There's a particular kind of internet hustle that's both completely predictable and still somehow shocking when you see it laid out in detail. A medical student, according to a report from Wired, claims to have made thousands of dollars selling photos and videos of a young conservative woman who does not exist - created entirely using generative AI tools.
He's not the only one doing this. And the people buying? He describes them, bluntly, as "super dumb" men.

The anatomy of a digital con
The formula is straightforward to the point of being depressing. Take the aesthetic of a young, politically conservative woman - the kind of persona that performs well in certain corners of social media - generate convincing photos and video content using AI tools, and then sell access to that content to men who believe they're connecting with a real person.
It works because the AI-generated imagery has become genuinely difficult to distinguish from real photography at a glance. And it works because the buyers, for whatever reason, aren't asking too many questions.

The political framing matters here. The MAGA aesthetic isn't incidental - it's a targeting strategy. It signals a specific set of values and a specific community, which makes the fake persona more believable and more appealing to a particular audience. The scammer isn't just selling photos. He's selling an identity that feels familiar and desirable to the people he's after.
Why this matters beyond the obvious "AI bad" take
It would be easy to file this under "yet another AI misuse story" and move on. But there are a few things worth sitting with here.

First, the ease of it. This isn't a sophisticated operation requiring technical expertise. Generative tools have become accessible enough that someone can spin up a convincing fake human persona and monetize it with relatively little friction.
Second, the scale. This is one person talking to Wired. The report makes clear he's not alone, which means the actual footprint of this kind of scam is almost certainly much larger than one med student's side hustle.
And third - the trust problem this creates for real creators. When fake personas become this easy to produce and sell, it adds a layer of suspicion to every online interaction. Real people with real audiences now have to work harder to prove they're actually human.
The bigger picture
We're entering a moment where the question "is this person real?" is going to come up more and more - and not just in obvious scam contexts. The tools are too good, the incentives are too clear, and the guardrails are still catching up.
In the meantime, the advice is annoyingly simple: slow down, look closely, and maybe reconsider any transaction that started with a too-perfect face on your screen.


EXERCISE DESCRIPTION:
Identify and copy all lines of the material where the string "Location" is found.

THE INPUT:
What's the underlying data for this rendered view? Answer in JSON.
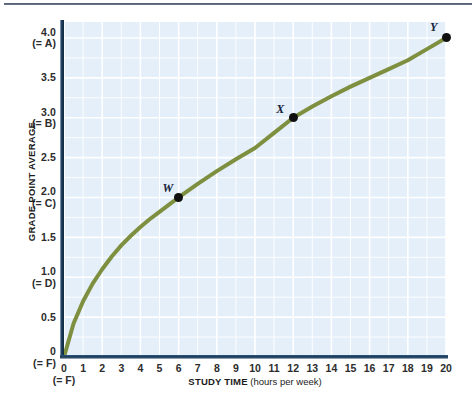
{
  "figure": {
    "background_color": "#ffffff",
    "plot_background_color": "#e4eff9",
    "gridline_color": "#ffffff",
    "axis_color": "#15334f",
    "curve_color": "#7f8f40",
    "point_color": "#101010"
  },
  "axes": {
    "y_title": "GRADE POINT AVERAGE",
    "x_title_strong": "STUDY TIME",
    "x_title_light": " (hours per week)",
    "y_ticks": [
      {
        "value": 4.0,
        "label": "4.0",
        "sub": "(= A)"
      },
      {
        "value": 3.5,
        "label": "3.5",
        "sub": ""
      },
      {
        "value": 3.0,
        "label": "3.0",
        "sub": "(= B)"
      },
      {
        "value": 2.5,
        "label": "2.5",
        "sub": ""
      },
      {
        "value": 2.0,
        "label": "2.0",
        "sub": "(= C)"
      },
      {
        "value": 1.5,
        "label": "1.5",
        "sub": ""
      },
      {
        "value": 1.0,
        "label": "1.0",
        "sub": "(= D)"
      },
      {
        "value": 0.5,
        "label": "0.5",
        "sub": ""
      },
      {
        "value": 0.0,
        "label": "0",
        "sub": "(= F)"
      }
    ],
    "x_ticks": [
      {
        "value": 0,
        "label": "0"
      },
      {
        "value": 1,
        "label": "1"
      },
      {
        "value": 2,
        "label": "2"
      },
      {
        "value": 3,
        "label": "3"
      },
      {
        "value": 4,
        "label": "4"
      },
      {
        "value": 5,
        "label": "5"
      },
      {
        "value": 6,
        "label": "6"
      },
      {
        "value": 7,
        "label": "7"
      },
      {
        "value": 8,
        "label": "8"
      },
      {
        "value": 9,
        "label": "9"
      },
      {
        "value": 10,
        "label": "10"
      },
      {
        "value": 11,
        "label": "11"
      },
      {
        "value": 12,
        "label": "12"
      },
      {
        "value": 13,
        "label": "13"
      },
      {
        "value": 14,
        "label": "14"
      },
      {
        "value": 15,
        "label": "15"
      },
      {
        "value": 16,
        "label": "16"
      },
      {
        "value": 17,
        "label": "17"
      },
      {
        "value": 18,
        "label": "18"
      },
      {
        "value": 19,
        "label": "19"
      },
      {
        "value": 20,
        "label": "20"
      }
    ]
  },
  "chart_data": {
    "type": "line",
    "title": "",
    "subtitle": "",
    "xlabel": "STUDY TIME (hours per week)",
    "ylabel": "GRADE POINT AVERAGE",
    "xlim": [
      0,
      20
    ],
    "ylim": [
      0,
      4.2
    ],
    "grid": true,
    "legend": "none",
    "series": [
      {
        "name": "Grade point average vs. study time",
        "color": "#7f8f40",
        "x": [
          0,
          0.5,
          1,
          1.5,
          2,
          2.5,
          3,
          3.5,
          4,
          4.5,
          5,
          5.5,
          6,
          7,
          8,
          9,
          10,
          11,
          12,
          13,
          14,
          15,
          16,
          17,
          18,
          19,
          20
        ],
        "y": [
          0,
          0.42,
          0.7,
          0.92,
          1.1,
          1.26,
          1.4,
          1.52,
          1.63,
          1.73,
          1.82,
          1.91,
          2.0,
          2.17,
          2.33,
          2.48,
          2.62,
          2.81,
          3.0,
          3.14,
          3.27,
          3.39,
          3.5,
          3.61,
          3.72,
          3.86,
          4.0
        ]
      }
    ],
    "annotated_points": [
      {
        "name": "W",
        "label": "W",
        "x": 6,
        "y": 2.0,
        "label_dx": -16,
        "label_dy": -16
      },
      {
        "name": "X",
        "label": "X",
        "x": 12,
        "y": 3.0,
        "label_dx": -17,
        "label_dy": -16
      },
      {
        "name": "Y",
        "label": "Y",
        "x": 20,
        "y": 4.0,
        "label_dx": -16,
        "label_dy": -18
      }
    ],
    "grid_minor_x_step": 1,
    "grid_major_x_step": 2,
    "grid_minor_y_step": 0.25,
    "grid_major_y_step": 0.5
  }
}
==
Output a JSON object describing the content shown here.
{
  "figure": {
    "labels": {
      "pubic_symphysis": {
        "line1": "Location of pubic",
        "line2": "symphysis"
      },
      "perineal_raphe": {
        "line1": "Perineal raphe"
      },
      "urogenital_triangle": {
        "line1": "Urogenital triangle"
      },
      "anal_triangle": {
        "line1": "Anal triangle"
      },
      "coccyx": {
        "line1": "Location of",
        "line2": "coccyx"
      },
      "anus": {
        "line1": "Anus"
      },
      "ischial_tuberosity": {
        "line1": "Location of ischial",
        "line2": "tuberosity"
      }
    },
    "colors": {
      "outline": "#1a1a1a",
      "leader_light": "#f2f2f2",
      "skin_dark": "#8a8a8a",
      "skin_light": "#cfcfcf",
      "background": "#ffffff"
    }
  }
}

RESPONSE FOR THIS EXERCISE:
        "line1": "Location of pubic",
        "line1": "Location of",
        "line1": "Location of ischial",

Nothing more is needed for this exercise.